The driver was a skinny lance corporal in a faded jungle-green uniform that looked as if it had been tailored for a Sumo wrestler. He took a covert look at the officer alongside and with the smug euphoria of someone who was only three weeks away from his ‘RHE’ –
‘Train a bit late, sir? They’re usually pretty good out here.’
The doctor jerked himself out of his weary reverie.
‘On time leaving Kuala Lumpur. Then one of those tortoise things broke down and delayed us.’
The driver nodded sagely. Those ‘tortoise things’ were armoured railcars that ran ahead of the trains, escorting them through the Black Areas on the long run up from Singapore.
‘They’ve been very quiet lately, the CTs,’ chirped the soldier.
‘The what?’ grunted the new arrival.
Gord, a right one here! thought the driver. Needs to get his knees brown pretty quick.
‘CTs, sir,’ he said aloud. ‘The communist terrorists. That’s why we’re all out here, innit?’
He stole another look at his passenger, taking in the new green bush jacket and shorts, tailored in one day in Singapore. Though they were all issued with ill-fitting rags at their Depot near Aldershot, he knew that officers were supposed to look smart and had to cough up for tailor-mades at their own expense.
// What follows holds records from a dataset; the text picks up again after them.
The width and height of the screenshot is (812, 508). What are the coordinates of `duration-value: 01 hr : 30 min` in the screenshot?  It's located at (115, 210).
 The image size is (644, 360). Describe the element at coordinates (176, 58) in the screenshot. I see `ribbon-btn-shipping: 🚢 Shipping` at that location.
‘How much further is it?’ grunted Howden, lifting his new cap to rub off the sweat that had gathered under the leather hatband. The Londoner managed to decipher the marked Geordie accent.
‘Another six miles, sir. It’s a twelve-mile run from Sungei Siput railway station to the gates of Brigade – and BMH is slap next door.’
Howden was beginning to accept that the Army ran on acronyms and ‘BMH’ now held no mystery for him, though he thought it could just as well stand for ‘Bloody Miserably Hot’ as for ‘British Military Hospital’.
The road began to climb gently from the flat plain that stretched for many miles back to the sea and the new doctor began to take more interest as the hills and high mountains of Perak State rose in front of them. The road this far had been fairly straight, running on causeways built a few feet above padi fields and banana plantations, but now it started to curve in repetitive bends as it passed between low hills. Regimented rows of rubber trees lined the road, all decorated with parallel diagonal scars running down to little pots to catch the latex. As he passed, Howden could see the rows were ruler-straight, millions of the slim trunks marching away from the road to cover thousands of acres, providing the world with the rubber for everything from bus tyres to condoms. Small houses roofed with
‘First time in the East, sir?’ persisted the corporal.
‘First time out of bloody England,’ growled Howden. He preferred to forget the trip to Lille with the Newcastle Medicals’ rugby team in ’forty-nine, when they were beaten thirty-six to five.
There was silence for another mile and the doctor felt he should say something to avoid being thought snooty.
‘You from the hospital as well?’
‘Nossir, I’m Service Corps, from the Transport Pool in the garrison. Don’t do no soldiering, thank Christ! Not like them poor sods in the battalions.’